CD Feature/ John Waterman: "Calcutta Gas Chamber"
TobiasMany have doubted whether it was still possible to compose music after WWII, which is a strange consideration regarding its often therapeutic effects (has anyone ever asked the same about the abilty of literature to deal with the horrors of the holocaust?). The real question, in my opinion, is whether music can ever serve to truly recreate the terror it deals with. This issue is also at the core of “Calcutta Gas Chamber”, now re-released on a luxurious picture-disc and realised in close co-operation with the artist until his untimely death in 2002.

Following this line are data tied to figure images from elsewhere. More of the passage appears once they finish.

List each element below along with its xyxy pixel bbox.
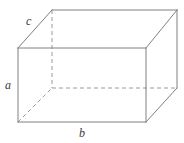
depth-bottom-right-edge (146, 88, 177, 122)
height-label-a: a (5, 79, 11, 91)
depth-label-c: c (26, 15, 31, 27)
width-label-b: b (79, 127, 85, 139)
depth-top-right-edge (146, 10, 177, 48)
depth-top-left-edge (18, 10, 52, 48)
prism-figure: c a b (0, 0, 184, 143)
front-face-fill (18, 48, 146, 122)
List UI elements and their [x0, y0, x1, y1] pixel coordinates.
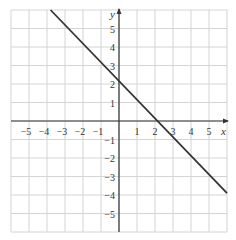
coordinate-plane: −5−4−3−2−11234554321−1−2−3−4−5 x y — [0, 0, 236, 240]
x-tick-label: 4 — [189, 126, 194, 137]
y-axis-label: y — [109, 8, 115, 20]
y-tick-label: 1 — [110, 98, 115, 109]
data-series — [51, 10, 227, 193]
x-tick-label: −3 — [57, 126, 68, 137]
x-tick-label: −5 — [21, 126, 32, 137]
y-axis-arrow-icon — [117, 8, 122, 14]
x-axis-label: x — [220, 125, 226, 137]
x-tick-label: −4 — [39, 126, 50, 137]
x-tick-label: 2 — [153, 126, 158, 137]
axes — [11, 8, 229, 232]
y-tick-label: −5 — [104, 209, 115, 220]
y-tick-label: 3 — [110, 61, 115, 72]
x-tick-label: −1 — [93, 126, 104, 137]
x-axis-arrow-icon — [223, 119, 229, 124]
y-tick-label: −3 — [104, 172, 115, 183]
x-tick-label: −2 — [75, 126, 86, 137]
y-tick-label: 4 — [110, 42, 115, 53]
y-tick-label: −1 — [104, 135, 115, 146]
x-tick-label: 5 — [207, 126, 212, 137]
y-tick-label: 5 — [110, 24, 115, 35]
y-tick-label: 2 — [110, 79, 115, 90]
x-tick-label: 1 — [135, 126, 140, 137]
y-tick-label: −4 — [104, 190, 115, 201]
data-line — [51, 10, 227, 193]
y-tick-label: −2 — [104, 153, 115, 164]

The personal history of John Waterman is perhaps just as obscure as that of this mysterious record and has somehow managed to keep bringing up new mysteries. While there is still not that much to be found on him, biographical sources are all of high quality and his work has been appreciated by what now can be considered figureheads of the experimental scene. Which is all the more interesting as he in fact did not start out as a musician, but considered film to be his main medium for the longest time, only to pop up out of nowhere with a string of releases which turned him into one of the most respected representatives of the “microtonal” movement (to which he certainly did not belong to in any organisational form). To Waterman, the world itself was music, in its smallest components laid the seed of the eternal, which he sought to transpose to the audible spectrum of the human ear. Tapes with concrete sounds are also the foundation of “Calcutta Gas Chamber”, a concept work created in the aftermath of a journey to India and the shocking pictures he took with him from that visit. The album uses field recordings, but it is very much a post-representation of the composer’s restless memories and not a historic document: All sounds were created in an electric Power Station in Brisbane two years after the trip and this already suggests that it is more of a personal quest than a universally moral one (leaving the possibility of these two being the same according to Kant aside for a second). Certainly, the claustrophobia and nausia shines through in the tracks, as does the concurrence of relentless monotony and ever-changing uncertainty: Fragments of full-bodied sounds, torn-apart tonal limbs, fingers scratching on metal surfaces, rustlings and rumblings, the associations are plentiful and painstaking, but just as much as there is recognition, there is foreigness, as deconstructed particles and waves of white noise hit the shores of the Gas Chamber and the dusty sands of its courtyard. Waterman wants his listeners to experience the relentless heat, the thirst, the disorientation, the numbing repetition and the hopelessness of the situation and he has created a lucid nightmare of epic proportions, a world without borders and yet tightly entrenched.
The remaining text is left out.